[cs615asa] hw#4
Jan Schaumann
jschauma at cs.stevens.edu
Sun May 9 21:52:47 EDT 2010
Hello,
I've graded HW#4 and I will send out your grade for this assignment
lateron. Since this class is not a programming (only) class, I
unfortunately cannot review each of your submissions in as much detail
as I'd like, but here is some general feedback on some of the most
common issues I've seen:
- don't hardcode anything that is restricted to your personal setup;
this includes the names of your ssh keys, what security group you may
use or even the hostname of the target instance -- with anything
hardcoded like this, your program simply won't work
- don't try to implement command-line options parsing yourself -- all
programming languages provide some sort of library for that, usually
named "getopts" or similar
- don't use temporary files if you can avoid it; if you must create
temporary files, make sure to use mktemp(1), mktemp(3) or your
programming language's equivalent; make sure to remove any temporary
files when your program exits (even if it's interrupted)
- don't require the user to provide an AMI name -- the specification
clearly stated that your program should take an *instance* name; if
you require an AMI and start a new instance, then your tool can't be
used to sync users against a running instance
- when you create a user on the instance, make sure to also create the
user's home directory (with the right permissions)

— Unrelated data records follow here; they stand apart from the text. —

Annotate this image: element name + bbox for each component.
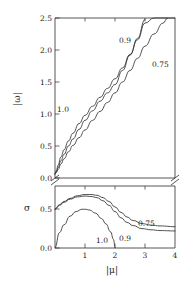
omega-ytick-0.0: 0.0 bbox=[27, 174, 52, 183]
xtick-1: 1 bbox=[79, 251, 91, 260]
axis-break-right-icon bbox=[171, 175, 179, 185]
xtick-2: 2 bbox=[109, 251, 121, 260]
figure-container: 2.5 2.0 1.5 1.0 0.5 0.0 0.5 0.0 1 2 3 4 … bbox=[0, 0, 189, 290]
sigma-axis-label: σ bbox=[24, 203, 30, 213]
omega-ytick-2.5: 2.5 bbox=[27, 14, 52, 23]
sigma-curve-label-0.9: 0.9 bbox=[119, 234, 131, 243]
omega-axis-label: |ω| bbox=[12, 84, 22, 114]
omega-curve-label-0.9: 0.9 bbox=[119, 36, 131, 45]
xtick-3: 3 bbox=[139, 251, 151, 260]
omega-ytick-1.5: 1.5 bbox=[27, 78, 52, 87]
omega-ytick-2.0: 2.0 bbox=[27, 46, 52, 55]
omega-curve-label-1.0: 1.0 bbox=[57, 105, 69, 114]
sigma-ytick-0.0: 0.0 bbox=[27, 244, 52, 253]
omega-curve-label-0.75: 0.75 bbox=[152, 60, 169, 69]
sigma-ytick-0.5: 0.5 bbox=[27, 205, 52, 214]
omega-ytick-1.0: 1.0 bbox=[27, 110, 52, 119]
sigma-curve-label-0.75: 0.75 bbox=[138, 219, 155, 228]
xtick-4: 4 bbox=[169, 251, 181, 260]
sigma-curve-label-1.0: 1.0 bbox=[96, 236, 108, 245]
axis-break-left-icon bbox=[51, 175, 59, 185]
mu-axis-label: |μ| bbox=[106, 265, 118, 275]
omega-ytick-0.5: 0.5 bbox=[27, 142, 52, 151]
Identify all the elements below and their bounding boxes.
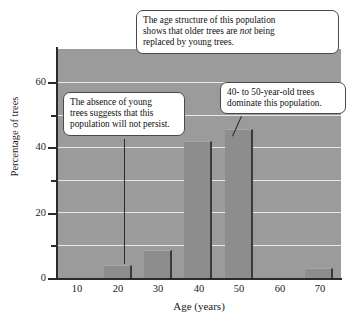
callout-top-line3: replaced by young trees. — [143, 37, 332, 48]
y-tick-10 — [51, 245, 57, 247]
age-structure-bar-chart-figure: 0 20 40 60 10 20 30 40 50 60 70 Percenta… — [0, 0, 355, 324]
callout-top-line1: The age structure of this population — [143, 15, 332, 26]
y-tick-0 — [48, 278, 57, 280]
bar-age-70 — [305, 268, 333, 278]
y-axis-label-0: 0 — [6, 273, 46, 283]
callout-left-line2: trees suggests that this — [70, 108, 178, 119]
callout-top-line2: shows that older trees are not being — [143, 26, 332, 37]
y-tick-20 — [48, 213, 57, 215]
callout-top: The age structure of this population sho… — [136, 10, 339, 54]
y-axis-title: Percentage of trees — [9, 77, 20, 197]
callout-top-emphasis-not: not — [240, 26, 252, 36]
y-tick-50 — [51, 115, 57, 117]
bar-age-40 — [184, 141, 212, 278]
leader-line-left-callout — [124, 139, 125, 264]
x-axis-label-60: 60 — [260, 283, 300, 294]
y-tick-40 — [48, 147, 57, 149]
x-axis-line — [56, 278, 342, 280]
callout-top-line2-part1: shows that older trees are — [143, 26, 240, 36]
bar-age-20 — [104, 265, 132, 278]
x-axis-title: Age (years) — [57, 300, 341, 312]
x-axis-label-70: 70 — [300, 283, 340, 294]
bar-age-30 — [144, 250, 172, 278]
x-axis-label-10: 10 — [57, 283, 97, 294]
x-axis-label-40: 40 — [179, 283, 219, 294]
callout-top-line2-part2: being — [252, 26, 275, 36]
x-axis-label-20: 20 — [98, 283, 138, 294]
callout-right: 40- to 50-year-old trees dominate this p… — [220, 82, 346, 114]
y-axis-label-20: 20 — [6, 208, 46, 218]
callout-right-line2: dominate this population. — [227, 98, 339, 109]
callout-left-line3: population will not persist. — [70, 119, 178, 130]
callout-right-line1: 40- to 50-year-old trees — [227, 87, 339, 98]
y-tick-30 — [51, 180, 57, 182]
bar-age-50 — [225, 129, 253, 278]
x-axis-label-50: 50 — [219, 283, 259, 294]
callout-left-line1: The absence of young — [70, 97, 178, 108]
y-tick-60 — [48, 82, 57, 84]
callout-left: The absence of young trees suggests that… — [63, 92, 185, 136]
x-axis-label-30: 30 — [138, 283, 178, 294]
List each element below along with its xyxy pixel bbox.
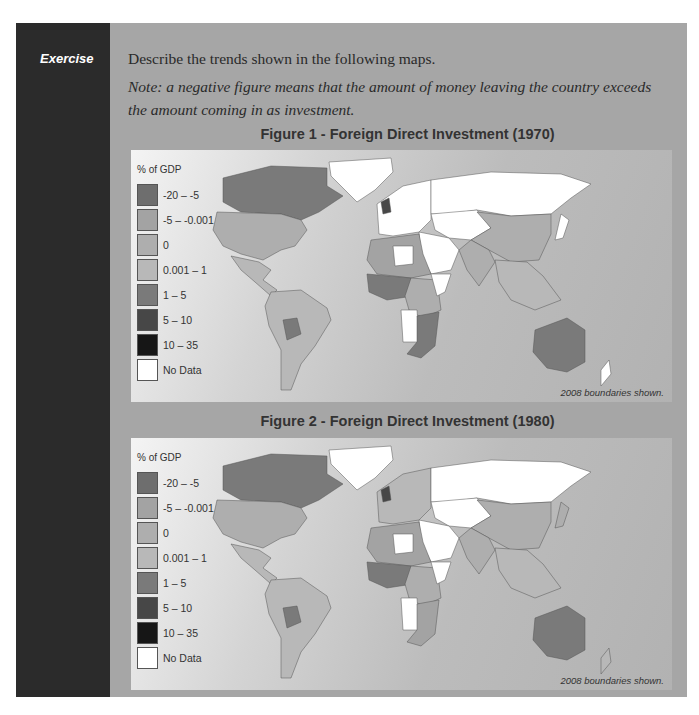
legend-label: -5 – -0.001 — [163, 214, 214, 226]
legend-label: 0.001 – 1 — [163, 552, 207, 564]
map-legend: % of GDP -20 – -5-5 – -0.00100.001 – 11 … — [137, 164, 214, 383]
region-russia — [431, 460, 591, 504]
legend-title: % of GDP — [137, 164, 214, 175]
region-se-asia — [495, 260, 561, 310]
legend-item: 5 – 10 — [137, 308, 214, 332]
legend-label: -5 – -0.001 — [163, 502, 214, 514]
legend-label: No Data — [163, 652, 202, 664]
region-central-america — [231, 544, 277, 584]
legend-item: No Data — [137, 646, 214, 670]
region-angola — [401, 310, 419, 342]
legend-swatch — [137, 184, 158, 206]
legend-item: 1 – 5 — [137, 283, 214, 307]
exercise-sidebar: Exercise — [16, 23, 110, 697]
region-libya — [393, 534, 413, 554]
region-russia — [431, 172, 591, 216]
legend-label: -20 – -5 — [163, 189, 199, 201]
legend-swatch — [137, 622, 158, 644]
region-usa — [213, 212, 307, 260]
legend-item: 0 — [137, 521, 214, 545]
region-usa — [213, 500, 307, 548]
region-australia — [533, 318, 585, 372]
legend-label: 10 – 35 — [163, 627, 198, 639]
legend-item: 10 – 35 — [137, 621, 214, 645]
map-legend: % of GDP -20 – -5-5 – -0.00100.001 – 11 … — [137, 452, 214, 671]
region-canada — [223, 454, 343, 508]
legend-label: 5 – 10 — [163, 602, 192, 614]
legend-label: 1 – 5 — [163, 577, 186, 589]
legend-swatch — [137, 234, 158, 256]
legend-swatch — [137, 284, 158, 306]
legend-item: -20 – -5 — [137, 471, 214, 495]
legend-label: 1 – 5 — [163, 289, 186, 301]
region-new-zealand — [601, 360, 611, 386]
legend-item: 0.001 – 1 — [137, 258, 214, 282]
legend-item: 1 – 5 — [137, 571, 214, 595]
boundary-note: 2008 boundaries shown. — [560, 387, 664, 398]
legend-swatch — [137, 334, 158, 356]
exercise-instruction: Describe the trends shown in the followi… — [128, 50, 435, 68]
legend-swatch — [137, 597, 158, 619]
legend-swatch — [137, 472, 158, 494]
legend-title: % of GDP — [137, 452, 214, 463]
legend-swatch — [137, 259, 158, 281]
legend-label: 0 — [163, 239, 169, 251]
legend-item: 0.001 – 1 — [137, 546, 214, 570]
legend-swatch — [137, 647, 158, 669]
region-japan — [555, 502, 569, 528]
legend-item: 10 – 35 — [137, 333, 214, 357]
legend-label: 5 – 10 — [163, 314, 192, 326]
figure-2-title: Figure 2 - Foreign Direct Investment (19… — [128, 413, 687, 429]
region-australia — [533, 606, 585, 660]
legend-swatch — [137, 522, 158, 544]
region-japan — [555, 214, 569, 240]
legend-item: -5 – -0.001 — [137, 208, 214, 232]
figure-2-map: % of GDP -20 – -5-5 – -0.00100.001 – 11 … — [131, 438, 672, 690]
legend-swatch — [137, 572, 158, 594]
region-angola — [401, 598, 419, 630]
region-new-zealand — [601, 648, 611, 674]
legend-label: 10 – 35 — [163, 339, 198, 351]
legend-item: 5 – 10 — [137, 596, 214, 620]
legend-swatch — [137, 497, 158, 519]
exercise-panel: Exercise Describe the trends shown in th… — [16, 23, 687, 697]
legend-swatch — [137, 547, 158, 569]
legend-item: 0 — [137, 233, 214, 257]
legend-swatch — [137, 359, 158, 381]
region-south-america — [265, 578, 331, 678]
legend-label: No Data — [163, 364, 202, 376]
legend-item: -20 – -5 — [137, 183, 214, 207]
exercise-note: Note: a negative figure means that the a… — [128, 75, 668, 121]
exercise-label: Exercise — [40, 51, 94, 66]
region-central-america — [231, 256, 277, 296]
legend-label: -20 – -5 — [163, 477, 199, 489]
region-libya — [393, 246, 413, 266]
legend-swatch — [137, 309, 158, 331]
boundary-note: 2008 boundaries shown. — [560, 675, 664, 686]
legend-label: 0.001 – 1 — [163, 264, 207, 276]
region-south-america — [265, 290, 331, 390]
figure-1-title: Figure 1 - Foreign Direct Investment (19… — [128, 126, 687, 142]
figure-1-map: % of GDP -20 – -5-5 – -0.00100.001 – 11 … — [131, 150, 672, 402]
legend-swatch — [137, 209, 158, 231]
legend-item: No Data — [137, 358, 214, 382]
region-canada — [223, 166, 343, 220]
legend-item: -5 – -0.001 — [137, 496, 214, 520]
region-se-asia — [495, 548, 561, 598]
legend-label: 0 — [163, 527, 169, 539]
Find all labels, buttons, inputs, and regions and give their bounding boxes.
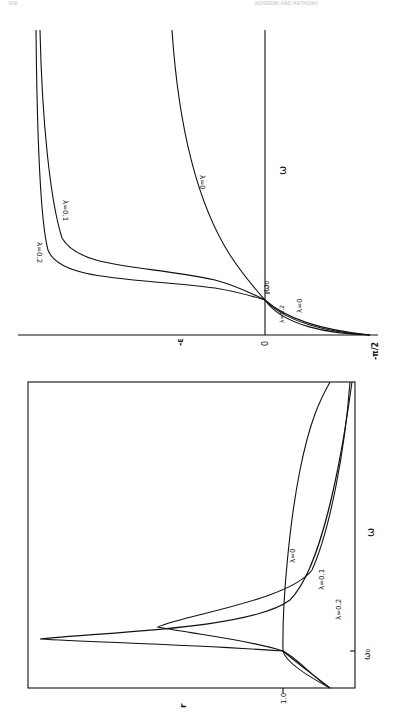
- bottom-label-lambda-0.1: λ=0.1: [318, 569, 326, 590]
- top-label-small-lambda-0.2: λ=0.2: [278, 305, 285, 323]
- bottom-plot-frame: [28, 382, 355, 688]
- bottom-labels: λ=0 λ=0.1 λ=0.2 ω ω₀ 1.0 r: [178, 528, 377, 708]
- top-figure: [18, 30, 378, 335]
- bottom-curve-lambda-0: [283, 382, 330, 688]
- top-tick-zero: 0: [261, 341, 270, 346]
- top-label-lambda-0.1: λ=0.1: [61, 200, 69, 221]
- figure-canvas: λ=0 λ=0.1 λ=0.2 λ=0 λ=0.2 ω ω₀ -ε 0 -π/2…: [0, 0, 397, 717]
- bottom-omega0-label: ω₀: [362, 648, 372, 660]
- bottom-y-axis-label: r: [178, 703, 188, 708]
- top-x-axis-label: ω: [276, 166, 289, 175]
- bottom-curve-lambda-0.2: [40, 382, 352, 688]
- bottom-label-lambda-0: λ=0: [289, 549, 297, 563]
- bottom-label-lambda-0.2: λ=0.2: [335, 599, 343, 620]
- top-omega0-label: ω₀: [261, 280, 271, 292]
- bottom-x-axis-label: ω: [364, 528, 377, 537]
- bottom-figure: [28, 382, 355, 693]
- top-y-axis-label: -ε: [176, 338, 185, 346]
- bottom-tick-one-label: 1.0: [280, 693, 288, 704]
- top-label-lambda-0.2: λ=0.2: [35, 242, 43, 263]
- top-tick-pi2: -π/2: [371, 342, 380, 360]
- top-label-small-lambda-0: λ=0: [296, 299, 304, 313]
- top-label-lambda-0: λ=0: [198, 175, 206, 189]
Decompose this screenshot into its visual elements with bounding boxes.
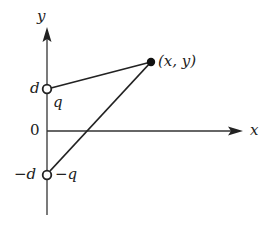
line-minus-q-to-point <box>50 62 151 171</box>
field-point-label: (x, y) <box>158 54 196 69</box>
charge-q-label: q <box>53 95 63 110</box>
charge-minus-q-label: −q <box>55 167 77 182</box>
field-point-marker <box>147 58 155 66</box>
origin-label: 0 <box>30 123 40 138</box>
charge-minus-q-marker <box>43 171 52 180</box>
charge-q-marker <box>43 85 52 94</box>
y-axis-label: y <box>37 9 45 24</box>
charge-q-position-label: d <box>30 81 40 96</box>
x-axis-label: x <box>250 123 258 138</box>
line-q-to-point <box>51 62 151 88</box>
charge-minus-q-position-label: −d <box>14 167 36 182</box>
charge-diagram <box>0 0 274 227</box>
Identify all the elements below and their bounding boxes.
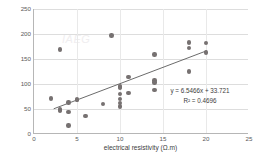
data-point: [126, 91, 130, 95]
plot-area: 050100150200250 0510152025: [33, 9, 248, 134]
x-tick-label: 0: [32, 136, 35, 142]
data-point: [83, 114, 87, 118]
data-point: [118, 85, 122, 89]
data-point: [152, 80, 156, 84]
x-axis-title: electrical resistivity (Ω.m): [33, 143, 248, 153]
data-point: [152, 52, 156, 56]
y-tick-label: 0: [28, 131, 31, 137]
y-tick-label: 200: [21, 31, 31, 37]
data-point: [126, 75, 130, 79]
x-tick-label: 25: [246, 136, 253, 142]
data-point: [187, 69, 191, 73]
x-tick-label: 10: [117, 136, 124, 142]
data-point: [204, 50, 208, 54]
data-point: [118, 104, 122, 108]
data-point: [66, 123, 70, 127]
data-point: [187, 40, 191, 44]
data-point: [58, 107, 62, 111]
x-tick-label: 5: [75, 136, 78, 142]
y-tick-label: 100: [21, 81, 31, 87]
trendline-annotation: y = 6.5466x + 33.721 R² = 0.4696: [152, 86, 248, 106]
trendline-equation: y = 6.5466x + 33.721: [152, 86, 248, 96]
trendline: [34, 9, 248, 133]
x-tick-label: 15: [160, 136, 167, 142]
trendline-r2: R² = 0.4696: [152, 96, 248, 106]
data-point: [66, 100, 70, 104]
y-tick-label: 150: [21, 56, 31, 62]
scatter-chart: IAEG SPT-N (from surface wave) electrica…: [0, 0, 263, 155]
data-point: [66, 110, 70, 114]
data-point: [109, 33, 113, 37]
y-tick-label: 50: [24, 106, 31, 112]
x-tick-label: 20: [203, 136, 210, 142]
y-tick-label: 250: [21, 6, 31, 12]
data-point: [58, 47, 62, 51]
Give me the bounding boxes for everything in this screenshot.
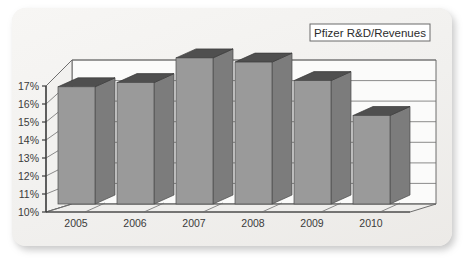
- chart-legend: Pfizer R&D/Revenues: [310, 24, 430, 41]
- y-tick-label-13: 13%: [18, 152, 39, 164]
- bar-2008-front: [235, 62, 272, 204]
- x-tick-label-2008: 2008: [241, 217, 265, 229]
- plot-floor: [46, 204, 436, 212]
- legend-label: Pfizer R&D/Revenues: [314, 27, 426, 39]
- chart-svg: 17% 16% 15% 14% 13% 12% 11% 10%: [12, 8, 452, 246]
- bar-2007-side: [213, 49, 233, 204]
- bar-2010: [353, 107, 410, 205]
- bar-2008-side: [272, 53, 292, 204]
- y-tick-label-16: 16%: [18, 98, 39, 110]
- bar-2009-front: [294, 81, 331, 204]
- bar-2005-front: [58, 87, 95, 204]
- bar-2008: [235, 53, 292, 204]
- bar-2006: [117, 74, 174, 204]
- x-tick-label-2007: 2007: [182, 217, 206, 229]
- bar-chart: 17% 16% 15% 14% 13% 12% 11% 10%: [12, 8, 452, 246]
- bar-2009: [294, 72, 351, 204]
- bar-2007-front: [176, 58, 213, 204]
- bar-2010-front: [353, 116, 390, 205]
- x-tick-label-2009: 2009: [300, 217, 324, 229]
- x-tick-label-2005: 2005: [64, 217, 88, 229]
- y-tick-label-15: 15%: [18, 116, 39, 128]
- chart-screenshot: 17% 16% 15% 14% 13% 12% 11% 10%: [0, 0, 472, 263]
- bar-2006-front: [117, 83, 154, 204]
- bar-2006-side: [154, 74, 174, 204]
- y-tick-label-14: 14%: [18, 134, 39, 146]
- x-tick-label-2006: 2006: [123, 217, 147, 229]
- y-tick-label-12: 12%: [18, 170, 39, 182]
- y-tick-label-10: 10%: [18, 206, 39, 218]
- x-tick-label-2010: 2010: [359, 217, 383, 229]
- bar-2007: [176, 49, 233, 204]
- bar-2005-side: [95, 78, 115, 204]
- y-tick-label-11: 11%: [19, 188, 39, 200]
- bar-2005: [58, 78, 115, 204]
- y-tick-label-17: 17%: [18, 80, 39, 92]
- chart-card: 17% 16% 15% 14% 13% 12% 11% 10%: [12, 8, 452, 246]
- bar-2010-side: [390, 107, 410, 205]
- bar-2009-side: [331, 72, 351, 204]
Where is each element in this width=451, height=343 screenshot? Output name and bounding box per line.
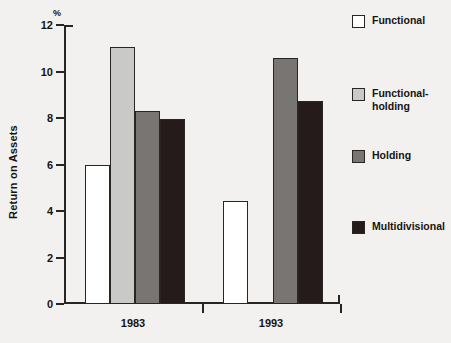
y-tick-8 — [56, 117, 64, 119]
x-axis-right-cap — [338, 295, 340, 304]
legend-label: Multidivisional — [372, 220, 445, 233]
y-tick-4 — [56, 210, 64, 212]
y-tick-label-8: 8 — [47, 112, 53, 124]
bar-1983-functional — [85, 165, 110, 305]
x-category-label-1983: 1983 — [121, 317, 145, 329]
y-tick-6 — [56, 164, 64, 166]
bar-1993-holding — [273, 58, 298, 304]
legend-swatch-icon — [352, 150, 365, 163]
x-tick-1993 — [340, 304, 342, 313]
bar-1983-multidivisional — [160, 119, 185, 304]
y-tick-label-12: 12 — [41, 19, 53, 31]
bar-1993-functional — [223, 201, 248, 304]
y-tick-12 — [56, 24, 64, 26]
y-tick-label-10: 10 — [41, 66, 53, 78]
legend-swatch-icon — [352, 221, 365, 234]
y-tick-label-6: 6 — [47, 159, 53, 171]
y-tick-label-0: 0 — [47, 298, 53, 310]
legend-item-multidivisional[interactable]: Multidivisional — [352, 220, 445, 234]
y-axis-top-cap — [64, 25, 73, 27]
bar-1983-holding — [135, 111, 160, 304]
y-tick-label-2: 2 — [47, 252, 53, 264]
y-tick-label-4: 4 — [47, 205, 53, 217]
y-axis-line — [64, 25, 66, 304]
legend-label: Functional- holding — [372, 87, 429, 112]
legend-swatch-icon — [352, 88, 365, 101]
y-axis-title-text: Return on Assets — [7, 125, 19, 219]
legend-label: Holding — [372, 149, 411, 162]
legend-item-functional[interactable]: Functional — [352, 14, 425, 28]
y-tick-10 — [56, 71, 64, 73]
x-category-label-1993: 1993 — [259, 317, 283, 329]
bar-chart-figure: Return on Assets % 024681012 19831993 Fu… — [0, 0, 451, 343]
legend-item-functionalholding[interactable]: Functional- holding — [352, 87, 429, 112]
legend-item-holding[interactable]: Holding — [352, 149, 411, 163]
bar-1983-functional-holding — [110, 47, 135, 304]
y-axis-title: Return on Assets — [2, 0, 24, 343]
legend-label: Functional — [372, 14, 425, 27]
y-tick-2 — [56, 257, 64, 259]
percent-unit-label: % — [53, 8, 61, 18]
legend-swatch-icon — [352, 15, 365, 28]
bar-1993-multidivisional — [298, 101, 323, 304]
y-tick-0 — [56, 303, 64, 305]
x-tick-1983 — [202, 304, 204, 313]
plot-area: % 024681012 19831993 — [64, 25, 340, 304]
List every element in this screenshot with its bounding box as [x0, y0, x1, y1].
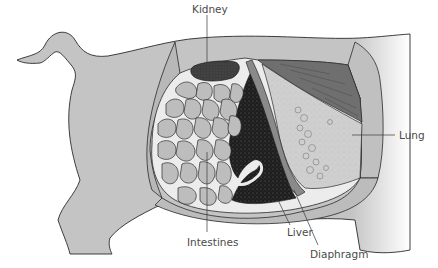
anatomy-illustration: [0, 0, 438, 268]
pig-anatomy-diagram: Kidney Lung Intestines Liver Diaphragm: [0, 0, 438, 268]
label-lung: Lung: [399, 130, 425, 141]
label-intestines: Intestines: [187, 237, 238, 248]
label-diaphragm: Diaphragm: [310, 249, 368, 260]
label-liver: Liver: [287, 227, 313, 238]
label-kidney: Kidney: [192, 4, 228, 15]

- when you copy the public key aws.pub to the remote instance's
~<user>/.ssh/authorized_keys, ensure that that file and directory have
the right permissions and ownership
- provide commentary for every subroutine/function/module you write; it
is good practice to explicitly note (in comments) the pre- and
post-conditions of a function as well as any edge conditions or error
behaviour
- if you're using a compiled language, get in the habit of compiling
with "-Wall -Werror" (or the equivalent); if you're using perl, get
in the habit to 'use warnings; use strict'
- always write your program under the assumption that at some point
somebody else has to review, update or maintain your code (sometimes
that "somebody else" is your future self who goes back to say "What
the hell was I thinking? This makes no sense - why is this variable
named 'a'? What is this supposed to do?") and that somebody who has
no intention to even look at the code wants to use it
The feedback you will receive may include a few very brief comments --
these are not the only criteria I have applied when grading, but are
some of the issues I noticed.
Finally, if you are not happy with the grade you receive, please
consider the following before you try to argue about it:
The assignment was extended by over 4 weeks, and you received detailed
instructions on how to lay out your code on a weekly basis. If the
program you submitted doesn't even remotely do anything resembling what
was requested, there really isn't much I can do.
At the very least, your program should be able to be executed (on
linux-lab.cs.stevens.edu) as
./ec2-sync-users -v -i <i-159abcdef> jschauma bloom djd root oinki dinky
where i-159abcdef is an already running instance.
The result would be that users jschauma, bloom and djd are created (with
whatever groups are required), that an error is generated for the
creation of the user 'root' (since that already exists) and errors
generated for the users oinki and dinky (which don't exist on the local
system).
Again, this obviously is not the only criterion used to evaluate your
program, but the very lowest minimum requirement.